This Weeks Covid spiel includes current details on variant proportions

– by R.J. Sigmund

Test positivity was last reported at 11.6% during the week ending September 21st, down from 13.4% during the week ending September 14th, so we’ve had a significant decrease in positive tests. Mean while, Covid cases accounted for 0.8% of hospital emergency room patients during the week ending October 5th, down from an unrevised 1.1% of emergency patients during the week ending September 28th, and down from 1.4% of emergency patients during the week ending September 21st. In hospital data that is two weeks older, the CDC reports the US Covid hospitalization rate fell to 3.6 per 100,000 population during the week ending September 21st, down from an upwardly revised 4.3 per 100,000 during the week ending September 14th, which is now higher than the unrevised 4.0 per 100,000 shown for the week ending September 7th….

The viral activity level in the West fell from a downwardly revised 4.51 for the week ending September  28th to 3.41 during the week ending October 5th; the viral activity level in the Midwest fell from an upwardly revised 4.25 for the week ending September 28th to 2.89 for the week ending October 5th; the viral activity level metric in the South fell from an upwardly revised 3.95 for the week ending September  28th to 2.91 for the week ending October 5th, and the viral activity level for the Northeast fell from an upwardly revised 2.54 for the week ending September 28th to 1.07 for the week ending October 5th. That 1.07 viral activity level for the Northeast, whatever it means, is the lowest number reported for any region since May 24th, 2023.

The new XEC variant is now the 2nd most common Covid mutant circulating in the US, even though it only first appeared in Germany in August, accounting for 10.7% of US Covid infections during the  September 29th to October 12th period, up from a downwardly revised 5.3% of the national Covid virus total during the September 15th to September 28th period, and up from 2.3% of the national total during the September 1st to September 14th period. The XEC variant is a recombinant of two Covid virus variants that had previously been circulating concurrently: the KS.1.1 variant and the KP.3.3 variant, both of which are descendants of JN.1, the strain that was dominant last winter. KS.1.1 evolved from JN.1.13 through JN.1.13.1.1, to KS.1, while the KP.3.3 variant evolved from KP.3, which is an offspring of JN.1.11.1…since both of those strains had the FLiRT mutations, XEC also does, but in the recombination underlying its emergence, picked  up those parts of the KS.1.1 and KP.3.3 variants that increased its infectiousness and its ability to evade antibodies and vaccines.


The required output is the line containing "Locate an element" followed by each line through the end of the data below, repeated exactly and with nothing added.
[RECORDS FOR THIS EXERCISE — start]
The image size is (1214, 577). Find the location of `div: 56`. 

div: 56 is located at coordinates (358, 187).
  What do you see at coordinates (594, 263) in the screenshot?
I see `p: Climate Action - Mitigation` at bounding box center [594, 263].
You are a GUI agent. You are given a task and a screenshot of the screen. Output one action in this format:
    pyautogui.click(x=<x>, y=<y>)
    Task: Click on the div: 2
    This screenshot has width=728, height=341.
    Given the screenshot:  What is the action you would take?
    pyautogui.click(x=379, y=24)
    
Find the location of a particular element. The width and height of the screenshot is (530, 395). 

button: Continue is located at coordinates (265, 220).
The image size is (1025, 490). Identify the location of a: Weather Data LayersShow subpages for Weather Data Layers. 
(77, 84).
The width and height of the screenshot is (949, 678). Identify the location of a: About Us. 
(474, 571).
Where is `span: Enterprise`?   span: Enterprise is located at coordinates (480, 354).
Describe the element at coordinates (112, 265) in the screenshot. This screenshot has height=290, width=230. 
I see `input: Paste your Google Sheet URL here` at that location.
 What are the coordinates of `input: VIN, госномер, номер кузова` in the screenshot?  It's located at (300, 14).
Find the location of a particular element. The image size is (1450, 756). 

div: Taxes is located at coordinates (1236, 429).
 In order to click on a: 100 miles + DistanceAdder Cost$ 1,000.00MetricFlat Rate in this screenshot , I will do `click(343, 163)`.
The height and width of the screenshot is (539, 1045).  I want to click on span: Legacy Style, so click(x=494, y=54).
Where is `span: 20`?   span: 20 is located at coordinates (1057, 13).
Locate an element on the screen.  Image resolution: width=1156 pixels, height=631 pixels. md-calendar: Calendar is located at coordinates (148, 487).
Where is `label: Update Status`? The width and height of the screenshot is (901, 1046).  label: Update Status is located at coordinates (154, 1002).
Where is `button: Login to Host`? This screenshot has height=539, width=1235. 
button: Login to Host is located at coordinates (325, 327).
[RECORDS FOR THIS EXERCISE — finish]
▸ ANSWER TO THIS PROBLEM:
Locate an element on the screen.  Image resolution: width=1156 pixels, height=631 pixels. md-calendar: Calendar is located at coordinates (148, 487).
Where is `label: Update Status`? The width and height of the screenshot is (901, 1046).  label: Update Status is located at coordinates (154, 1002).
Where is `button: Login to Host`? This screenshot has height=539, width=1235. 
button: Login to Host is located at coordinates (325, 327).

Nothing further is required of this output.